Int Studio 1: Fake – Bridge 1 Artifact

The attached image is a photograph of the sculpture I created using objects that represent my past memory as well as present vision of Hobbs Coffee.

I have a complex emotional relationship with Hobbs Coffee. The college town coffee shop was at one time a place where I felt at home; I hung out there all the time and a number of close friends were employed there. It was also a place I spent a lot of time in with my ex-girlfriend over the course of our relationship and a place of significance to our relationship in general. In fact, one of my first times ever seeing her was outside Hobbs. My relationship with those friends changed and soured over the time though and I broke up with my girlfriend almost a year ago. It thus gradually became a place I no longer felt comfortable. What was once a relaxing and pleasant sanctuary of sorts became an unpleasant and unfriendly place I purposely avoided. Objects in the sculpture were selected and arranged to recreate my past / present version of Hobbs.

The centermost object in the sculpture is a striped Polo shirt…the typical uniform of a Hobbs employee was a rag tag combination of an adjustable baseball hat and a thrift store Polo shirt or button up. This object is thus used to personify (albeit interchangeably) one of the people who occupy my memory of Hobbs; it gives the sculpture a core.

Suspended to the upper left and right are photos I took on a disposable camera almost 2 years ago. They are perhaps more concrete representations of Hobbs as they are actual photographs from the shop. However, they are still memories and by nature selective. To me, they also have a certain aura and mystique to them and I have a tendency to romanticize them. The photo on the upper left I distinctly remember taking when my ex-girlfriend was adding milk to her coffee and the photo on the lower right shows an employee (and former friend) stocking the drinks. Both images are emotionally charged and to me represent an era spent in this place that is now long gone. The photo of the coffee represents a fonder memory, a pleasant moment spent with my girlfriend, while the photo of my former friend has a more negative charge as it reminds me of how my relationship with him shifted and leaves me feeling bitter. There thus is emotional contrast present in the arrangement, though not outwardly obvious to the viewer. The images both serve as representations of the “past” version of Hobbs I have mentally constructed.

Just below the photo on the lower right hangs a kitschy coffee mug much like ones Hobbs served drinks in. I used it as perhaps an emotionally neutral artifact, one used to further re-create the environment of the coffee shop. The punch card on the lower left, opposite of the mug, is used for similar effect, though this artifact is much more personal. It has sat in my wallet for quite some time, likely never to be punched again, a visceral reminder of Hobbs that is almost always with me.

Affixed to the top button of the Polo is another subtle, but poignant artifact. It is a folded cigarette pack cellophane with a Pennsylvania tax stamp. Smoking outside Hobbs was a social activity almost as central to the place as drinking coffee so I felt I had to reference it in some sense; there are countless memories that hang in my mind of smoking outside Hobbs. The last time I was at Hobbs though, I had a particularly charged confrontation with a former friend, during which we were both smoking together outside. I remember his hands trembling as he smoked, likely from the anxiety of the encounter. This object is thus representative of my “present” version of Hobbs.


Assignment
Drop all images. Then write out each line below exactly as given.

Source data

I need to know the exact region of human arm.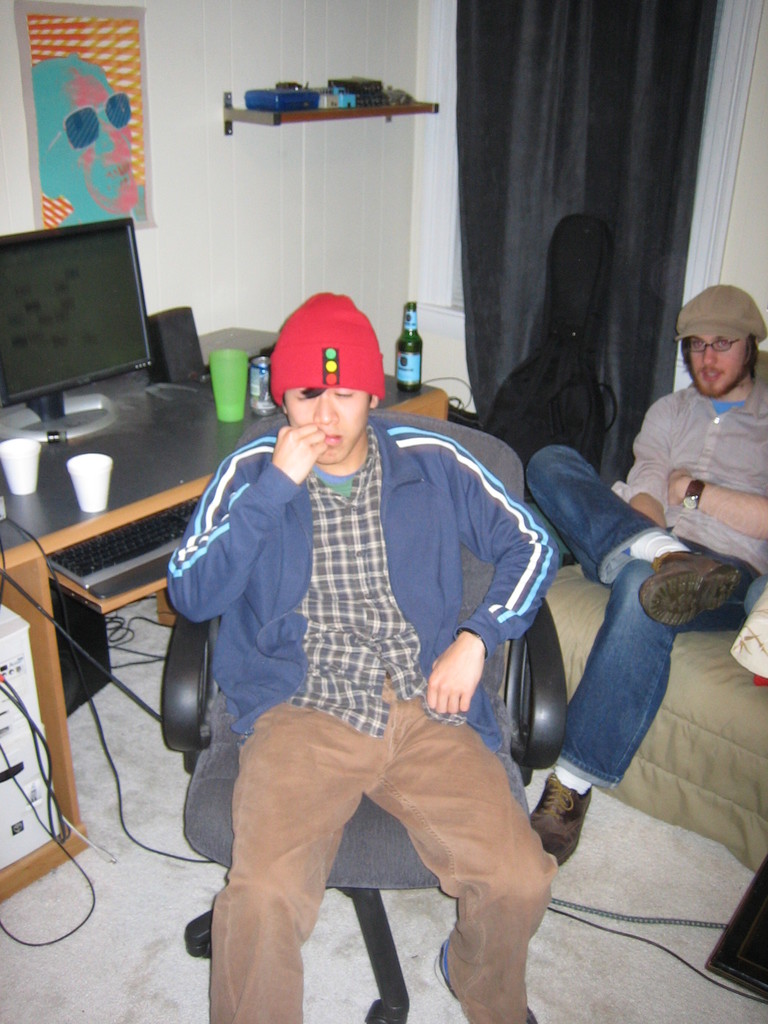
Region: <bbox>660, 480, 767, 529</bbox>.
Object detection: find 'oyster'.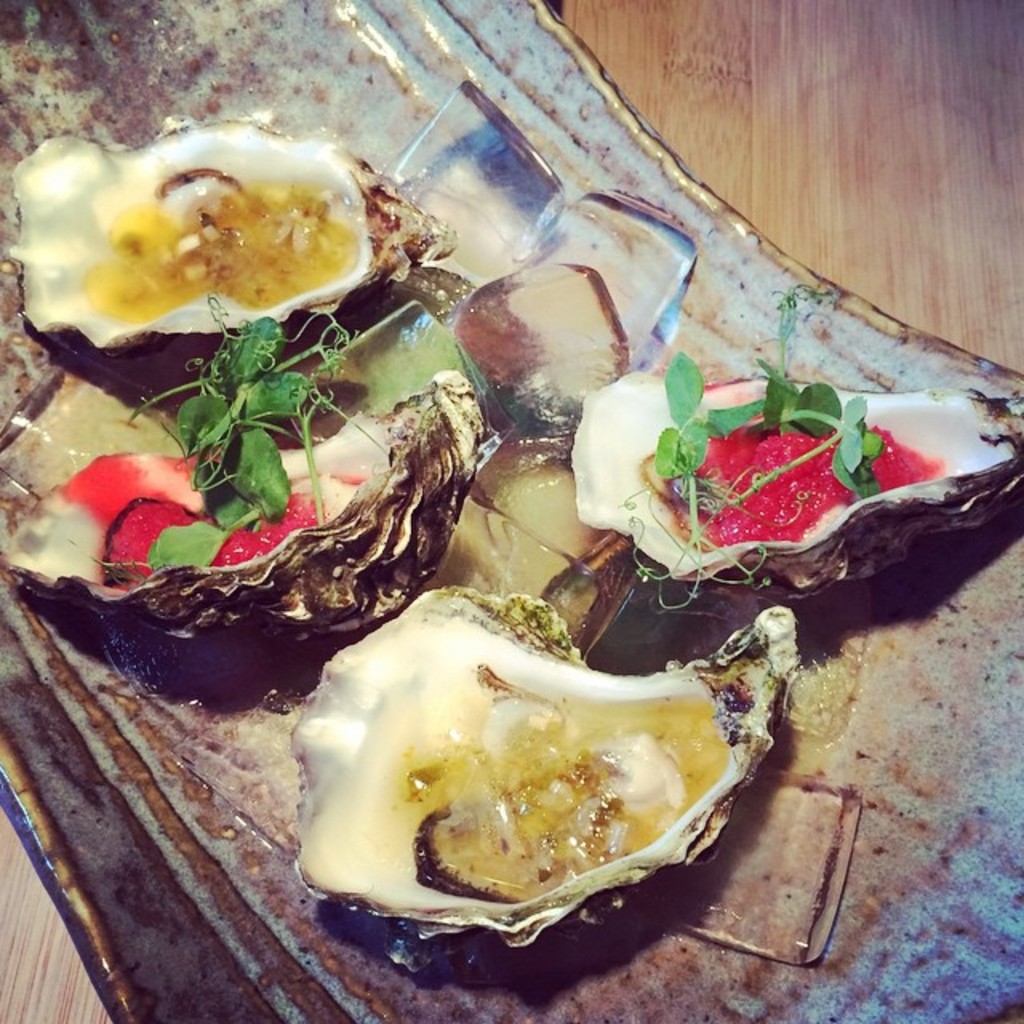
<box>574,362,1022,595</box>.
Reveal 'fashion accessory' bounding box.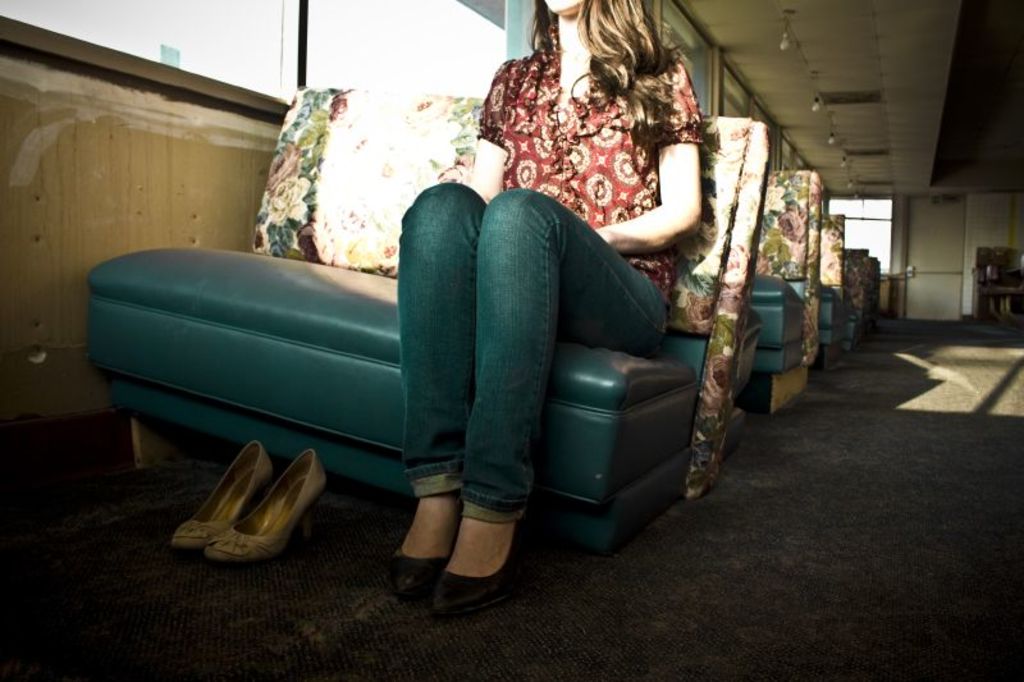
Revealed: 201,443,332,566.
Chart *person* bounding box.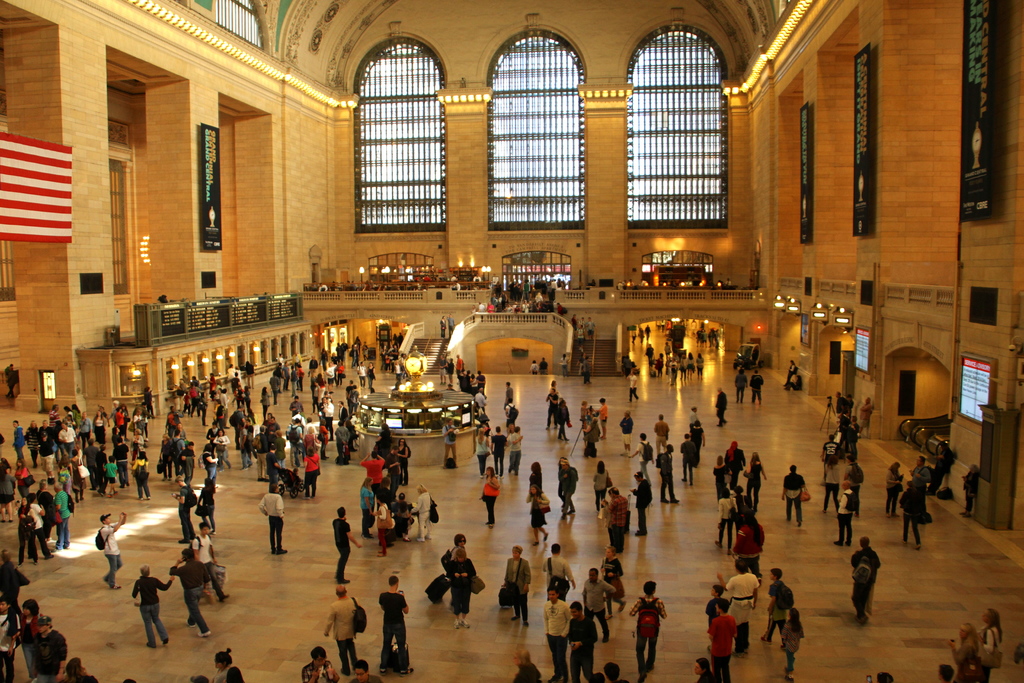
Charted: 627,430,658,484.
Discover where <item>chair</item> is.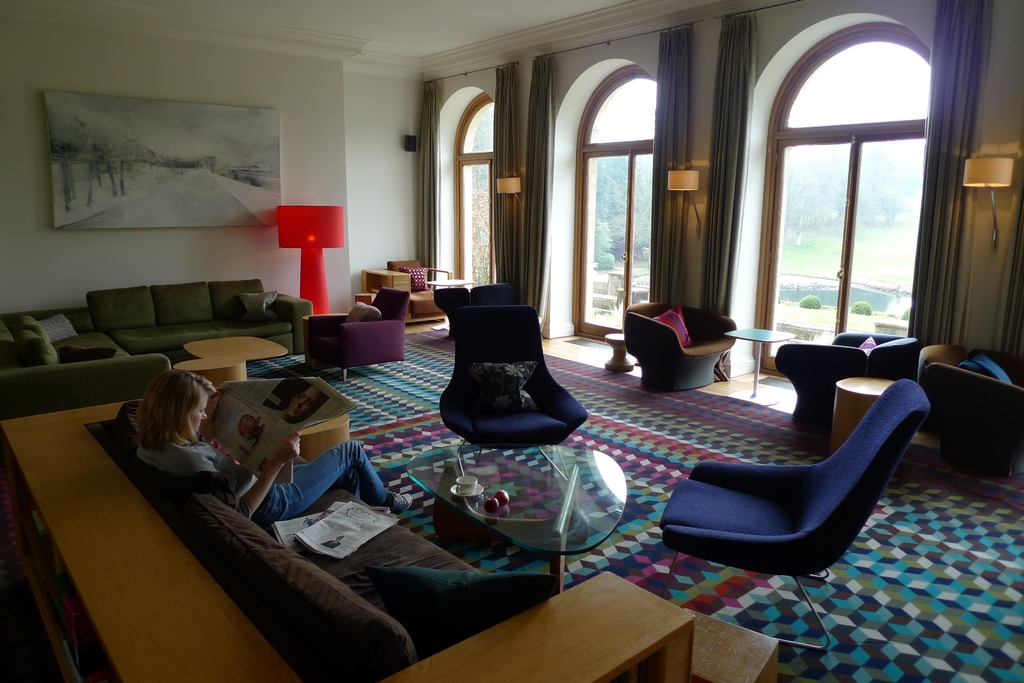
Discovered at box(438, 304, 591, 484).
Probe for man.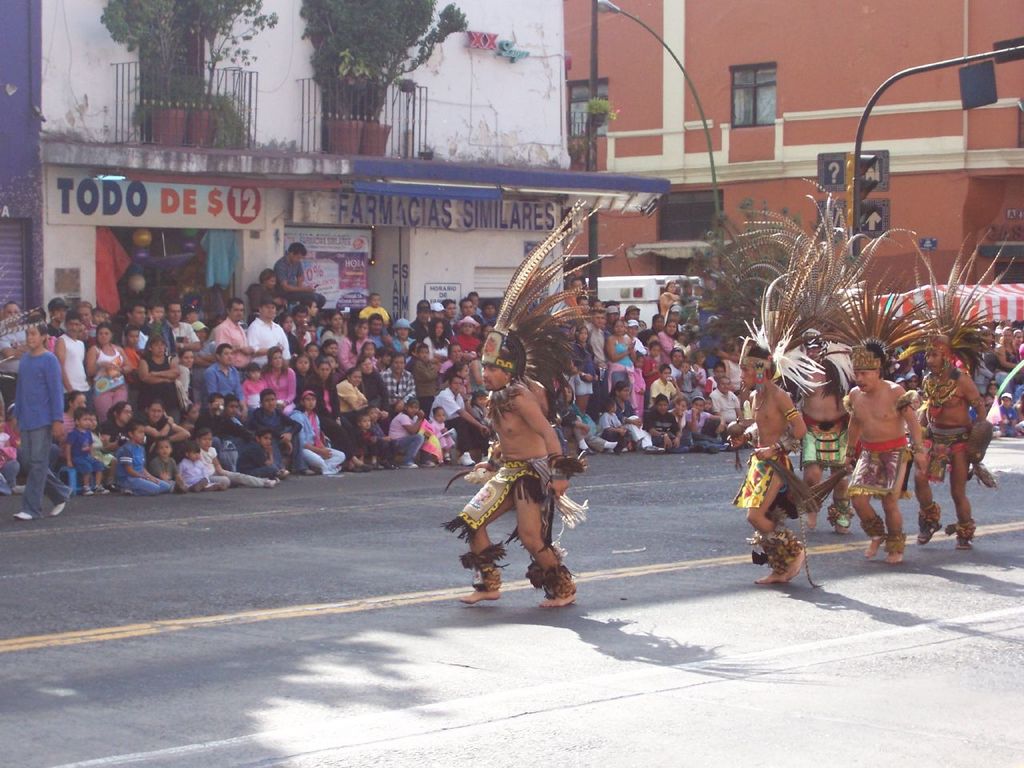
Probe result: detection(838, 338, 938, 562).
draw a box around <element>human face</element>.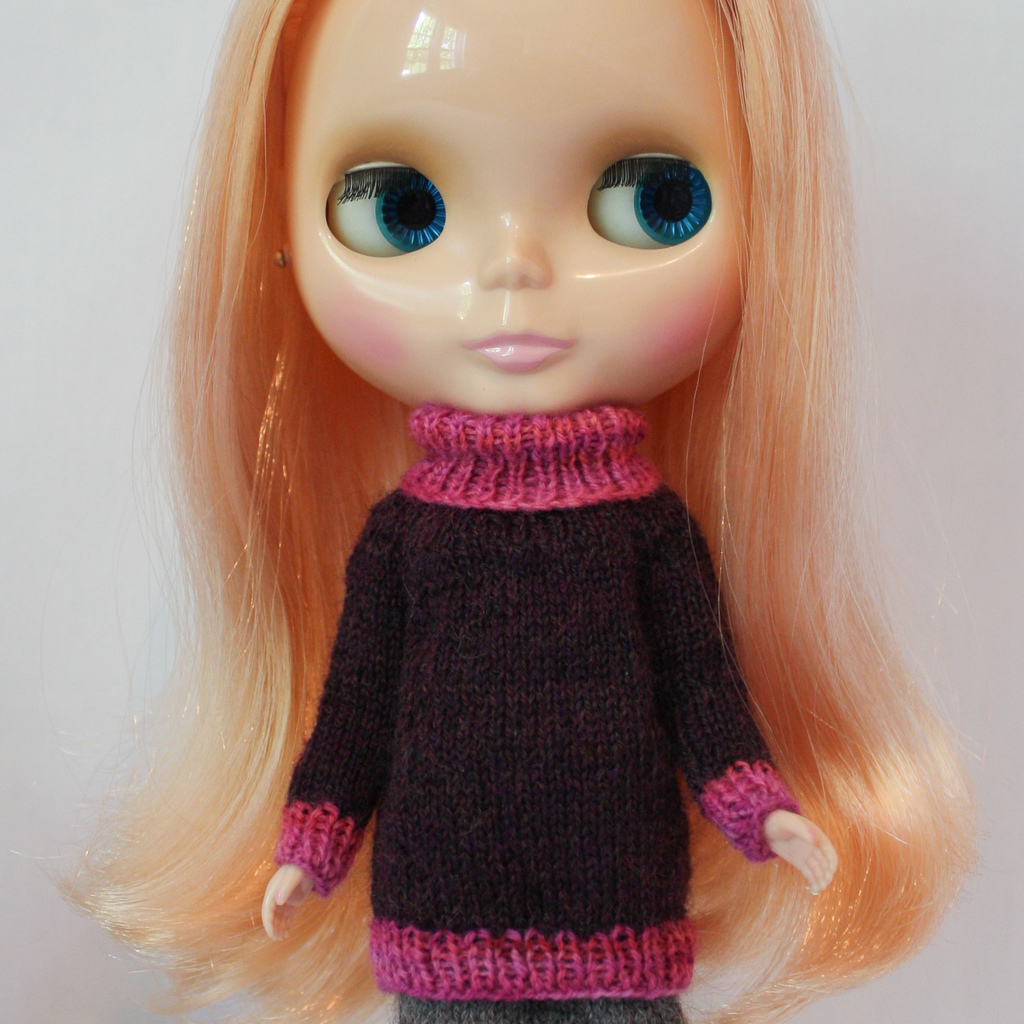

Task answer
I need to know the exact region of human arm.
Region: <bbox>660, 480, 767, 529</bbox>.
Object detection: find 'oyster'.
<box>574,362,1022,595</box>.
Reveal 'fashion accessory' bounding box.
Revealed: 201,443,332,566.
Chart *person* bounding box.
Charted: 627,430,658,484.
Discover where <item>chair</item> is.
Discovered at box(438, 304, 591, 484).
Probe for man.
Probe result: detection(838, 338, 938, 562).
draw a box around <element>human face</element>.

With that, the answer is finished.